Increase seen despite drop in age-standardized prevalence of blindness, impairment from 1990-2015
MONDAY, Aug. 7, 2017 (HealthDay News) — The number of people affected by blindness and visual impairment is increasing, despite a reduction in the age-standardized prevalence, according to a review published online Aug. 2 in The Lancet Global Health.
Rupert R.A. Bourne, M.D., from the Anglia Ruskin University in Cambridge, U.K., and colleagues conducted a systematic review and meta-analysis of population-based datasets to estimate the prevalence of mild visual impairment, moderate-to-severe visual impairment, blindness, and functional presbyopia in 1980 to 2015.

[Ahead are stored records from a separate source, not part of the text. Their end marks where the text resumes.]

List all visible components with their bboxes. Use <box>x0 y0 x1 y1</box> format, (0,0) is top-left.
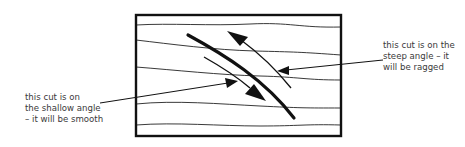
shallow-label-line-1: this cut is on <box>25 92 103 103</box>
steep-label-line-1: this cut is on the <box>383 40 455 51</box>
steep-label-line-3: will be ragged <box>383 62 455 73</box>
shallow-cut-label: this cut is on the shallow angle – it wi… <box>25 92 103 125</box>
shallow-label-line-2: the shallow angle <box>25 103 103 114</box>
steep-label-line-2: steep angle – it <box>383 51 455 62</box>
steep-cut-label: this cut is on the steep angle – it will… <box>383 40 455 73</box>
shallow-label-line-3: – it will be smooth <box>25 114 103 125</box>
steep-label-pointer <box>277 60 383 75</box>
steep-cut-arrow <box>227 31 291 88</box>
shallow-label-pointer <box>100 78 238 103</box>
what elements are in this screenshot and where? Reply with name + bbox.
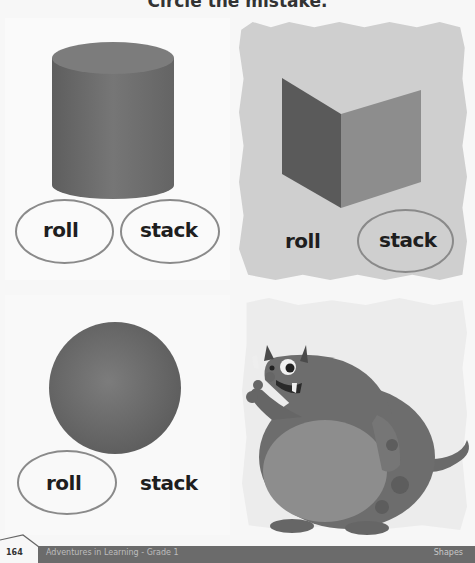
option-roll[interactable]: roll bbox=[46, 471, 81, 495]
option-roll[interactable]: roll bbox=[285, 229, 320, 253]
cube-icon bbox=[279, 78, 429, 214]
option-stack[interactable]: stack bbox=[379, 228, 437, 252]
book-title: Adventures in Learning - Grade 1 bbox=[46, 548, 179, 557]
section-name: Shapes bbox=[434, 548, 463, 557]
option-roll[interactable]: roll bbox=[43, 218, 78, 242]
monster-illustration bbox=[242, 345, 475, 535]
cylinder-icon bbox=[50, 40, 180, 200]
page-title: Circle the mistake. bbox=[0, 0, 475, 11]
page-number: 164 bbox=[6, 548, 23, 557]
option-stack[interactable]: stack bbox=[140, 471, 198, 495]
sphere-icon bbox=[48, 319, 184, 457]
option-stack[interactable]: stack bbox=[140, 218, 198, 242]
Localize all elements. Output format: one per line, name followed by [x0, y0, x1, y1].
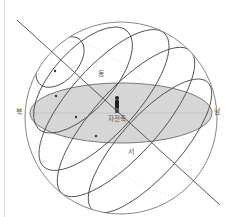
arrow-marker — [95, 135, 97, 137]
label-west: 서 — [128, 149, 134, 156]
arrow-marker — [55, 95, 57, 97]
arrow-marker — [75, 116, 77, 118]
label-south: 남 — [214, 109, 220, 116]
label-east: 동 — [98, 71, 104, 78]
label-axis: 자전축 — [108, 116, 126, 123]
celestial-sphere-diagram: 북 남 동 서 자전축 — [0, 0, 233, 217]
diagram-canvas — [0, 0, 233, 217]
label-north: 북 — [16, 109, 22, 116]
arrow-marker — [54, 70, 56, 72]
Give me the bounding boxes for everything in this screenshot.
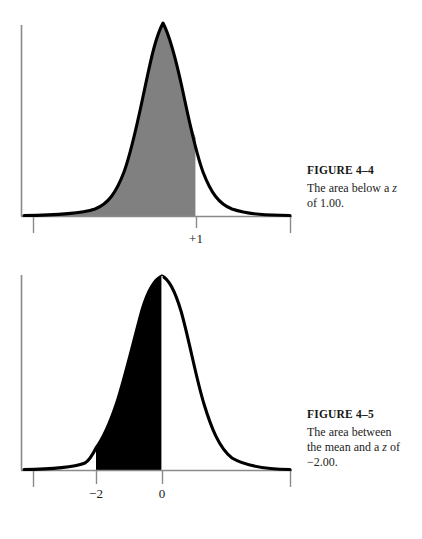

The researchers found that an estimated 36.0 million of the 7.33 billion people alive in 2015 were blind, 216.6 million had moderate-to-severe visual impairment, and 188.5 million had mild visual impairment. An estimated 1,094.7 million people aged 35 years and older were affected by functional presbyopia; 666.7 million were aged 50 years or older. From 1990 to 2015 there was a 17.6 percent increase in the estimated number of blind people, from 30.6 to 36.0 million. Three factors were responsible for the change: an increase because of population growth (38.4 percent), population ageing after accounting for population growth (34.6 percent), and reduction in age-specific prevalence (−36.7 percent). There was also an increase in the number of people with moderate and severe visual impairment, from 159.9 to 216.6 million from 1990 to 2015.
“These observations, plus a very large contribution from uncorrected presbyopia, highlight the need to scale up vision impairment alleviation efforts at all levels,” the authors write.